Resilience: Rethinking National Strength
For decades, resilience in national security has been narrowly defined in terms of physical infrastructure, supply chain durability, and force readiness. These elements remain crucial, but resilience in the modern era requires a broader approach. The US and our Allies must remain at the forefront of foundational technologies—semiconductors, artificial intelligence, bioengineering, space infrastructure, and quantum computing—not just as capabilities but as integral components of our strategic posture. This means acknowledging, across society, that economic strength, industrial capacity, and technological dominance are as critical to security as any weapons system.
Resilience is also cultural. A nation’s ability to withstand shocks—whether economic, technological, or military—depends on its willingness to embrace change rather than resist it. This is where the national security community must shift its mindset. Instead of seeing disruption as a risk, it must see it as an opportunity.
Reindustrialization: The Backbone of Security
Decades of offshoring and deindustrialization have weakened America’s ability to sustain itself in a protracted geopolitical competition. The US national security establishment has largely treated industrial policy as an adjacent issue, rather than a core component of security strategy. That must change.
The US cannot afford to rely on fragile global supply chains for critical defense and technology inputs. The reindustrialization of key sectors—semiconductors, rare earth minerals, advanced manufacturing, and energy independence—must be treated with the same level of urgency as military readiness. Without a robust industrial base, no amount of defense spending will compensate for strategic vulnerability.
Reindustrialization also extends to workforce development. A secure nation is one that can produce, innovate, and adapt from within. Investing in the next generation of scientists, engineers, and defense technologists is as vital as investing in next-generation weapons systems.
Transformation: Thinking Beyond Incrementalism
Perhaps the most difficult but necessary shift in national security thinking is a rejection of incrementalism.
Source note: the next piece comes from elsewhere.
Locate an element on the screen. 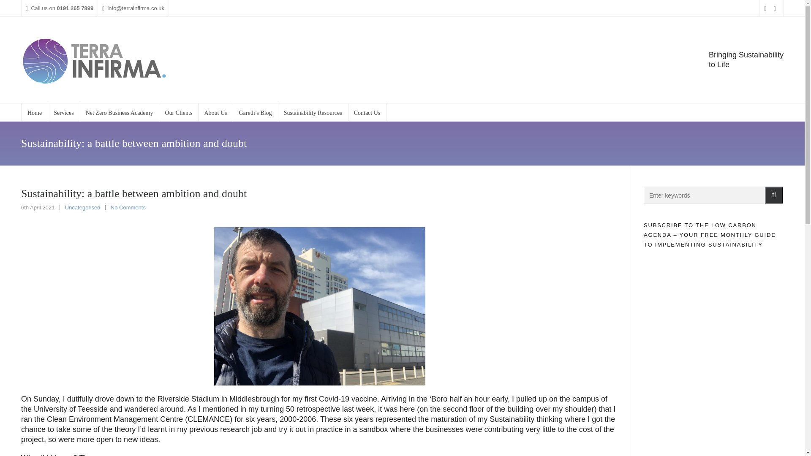 The image size is (811, 456). Home is located at coordinates (34, 112).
The tendency to rely on minor updates, legacy platforms, and evolutionary rather than revolutionary thinking has led to a security posture that is often reactive rather than proactive.
Transformation requires boldness, questioning the assumption that defense innovation must come exclusively from within the traditional defense industrial base. We must embrace commercial space, AI-driven defense applications, and new models of decentralized intelligence gathering. National security is no longer confined to government agencies but is increasingly tied to private sector breakthroughs, from synthetic biology to next-generation energy solutions.
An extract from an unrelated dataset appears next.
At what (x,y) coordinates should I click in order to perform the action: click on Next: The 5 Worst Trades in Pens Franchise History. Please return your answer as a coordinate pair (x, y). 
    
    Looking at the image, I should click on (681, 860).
The goal is to not rely on technology alone—incorporate doctrine, strategy, and mindset. We cannot afford to simply modernize existing structures; we must be willing to rethink them entirely. What does deterrence look like in an era of autonomous systems? What role does economic warfare play in shaping geopolitical outcomes? How do we transition from a defense bureaucracy built for static threats to one that thrives in a world defined by constant flux?
These are the questions ActionThis.Day will explore.
A Call to Action
This publication is not for those who are comfortable with business as usual. Our aim is to reach those who believe that national security must move faster, think bigger, and embrace change at the speed of relevance. Join us if you also reject the notion that bureaucracy and sluggishness are inevitable. The future is won by those who act—not tomorrow, not next year, but this day.
The status quo will not protect us. Advancement, adaptation, and decisive action will.
Welcome to ActionThis.Day. The fight against inertia starts now.